Geils went off to college in the fall of 1964, enrolling at Northeastern University in Massachusetts, where he played trumpet in the Northeastern marching band. Immediately drawn to the burgeoning folk scene in Boston in 1965, Geils witnessed Tom Rush, Dave Van Ronk, Boston University student Jim Kweskin's the Jim Kweskin Jug Band, and other proponents of that movement. So busy absorbing the live music around him, Geils transferred to Worcester Poly-Technic Institute. "I wound up transferring to Worcester Tech...because I wasn't doing too well at Northeastern...going to see all those guys," Geils says. At the Worcester school he met harp player Magic Dick Salwitz and bassist Danny Klein and they formed what Geils termed "this little kinda acoustic folk blues group," which they called the J. Geils Blues Band.
At Worcester Tech, Geils was trained as a mechanical engineer, which would serve him well decades later as he opened his own vintage auto restoration shop.
From 1985 (the year after the final J. Geils Band release, the You're Getting Even While I Was Getting Odd disc) to 1992, Geils claims he "didn't even touch a guitar" -- and at the height of the rock band's fame, from 1980-1984, Geils probably ran five races a year, driving at Watkins Glen and other venues for that sport. He was doing car restorations in the post-Geils Band days, selling that business in 1996 to one of his clients. The two things his father introduced him to were jazz and sports cars; the guitarist was always a big foreign sports car racing fan, owning several vintage Ferraris.

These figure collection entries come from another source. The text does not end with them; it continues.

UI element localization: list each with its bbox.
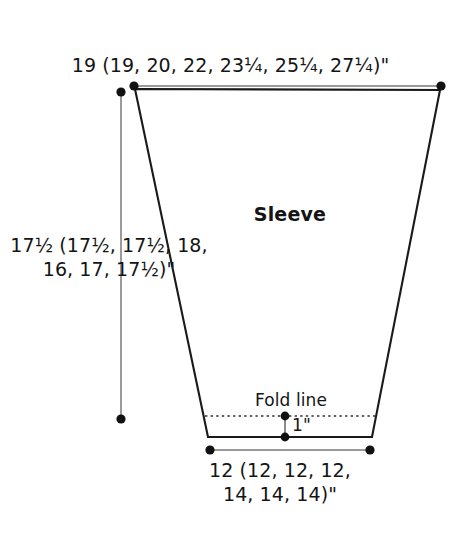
fold-depth-dot-top <box>281 412 290 421</box>
fold-line-label: Fold line <box>206 389 376 412</box>
bottom-measurement-line-2: 14, 14, 14)" <box>172 482 388 506</box>
top-dimension-dot-right <box>436 81 445 90</box>
side-dimension-dot-bottom <box>116 414 125 423</box>
side-measurement-label: 17½ (17½, 17½, 18, 16, 17, 17½)" <box>0 233 218 281</box>
bottom-dimension-dot-right <box>365 445 374 454</box>
side-dimension-dot-top <box>116 87 125 96</box>
bottom-dimension-dot-left <box>205 445 214 454</box>
side-measurement-line-2: 16, 17, 17½)" <box>0 257 218 281</box>
top-dimension-dot-left <box>129 81 138 90</box>
top-measurement-label: 19 (19, 20, 22, 23¼, 25¼, 27¼)" <box>0 54 461 77</box>
fold-depth-dot-bottom <box>281 433 290 442</box>
bottom-dimension-line <box>205 445 374 454</box>
bottom-measurement-label: 12 (12, 12, 12, 14, 14, 14)" <box>172 458 388 506</box>
fold-depth-label: 1" <box>292 414 311 437</box>
side-measurement-line-1: 17½ (17½, 17½, 18, <box>0 233 218 257</box>
bottom-measurement-line-1: 12 (12, 12, 12, <box>172 458 388 482</box>
piece-title: Sleeve <box>214 203 366 226</box>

There's a video from the early days of the Boston Blues Allstars with Billy Briggs on piano and Barry Tashian on vocals and drums, both from the Remains, along with Magic Dick, Danny Klein, and Geils, recorded by a friend of Tashian's for a Boston University Communications Department senior project in 1969. Tashian turned Geils on to Billy Butler, a longtime guitar player with Bill Doggett, someone Geils calls "one of the great undersung players."
The J. Geils Blues Band merged with two members of the Hallucinations, singer Peter Wolf and drummer Stephen Jo Bladd. After promotion man Mario Medious brought them to the attention of Atlantic's Jerry Wexler, they recorded a bit with rock critic Jon Landau, but the project was abandoned. About a year later, Seth Justman joined the group and they recorded their first album.
After Peter Wolf and the J. Geils Band went their separate ways, J. Geils formed Bluestime with Magic Dick in 1992, also playing with various musicians like Kevin Visnaskas in the Blood Street Band. Along with producing friend Danny Klein's Stone Crazy band (Geils was a brilliant and underrated producer, having worked with Michael Stanley in 1972 on the Friends & Legends LP), Geils worked with Gerry Beaudoin and Duke Robillard in the New Guitar Summit (utilizing the Bluestime rhythm section). Geils and Beaudoin also performed in an acoustic trio, Gerry Beaudoin's Kings of Strings, where Geils played rhythm guitar and Jerry Miller provided his mandolin. With all this musical output, Geils released his first solo record in 2003, a jazz CD which features many guest sax players. From the days when members of the J. Geils Band were on his case to learn more Jimi Hendrix riffs and he was off playing Charlie Christian instead, the founding member of a hugely popular and respected ensemble that opened for the Rolling Stones live and performed with Buddy Guy on record now has his guitar singing the music of his heart, the sounds that inspired one of the most familiar names in rock music.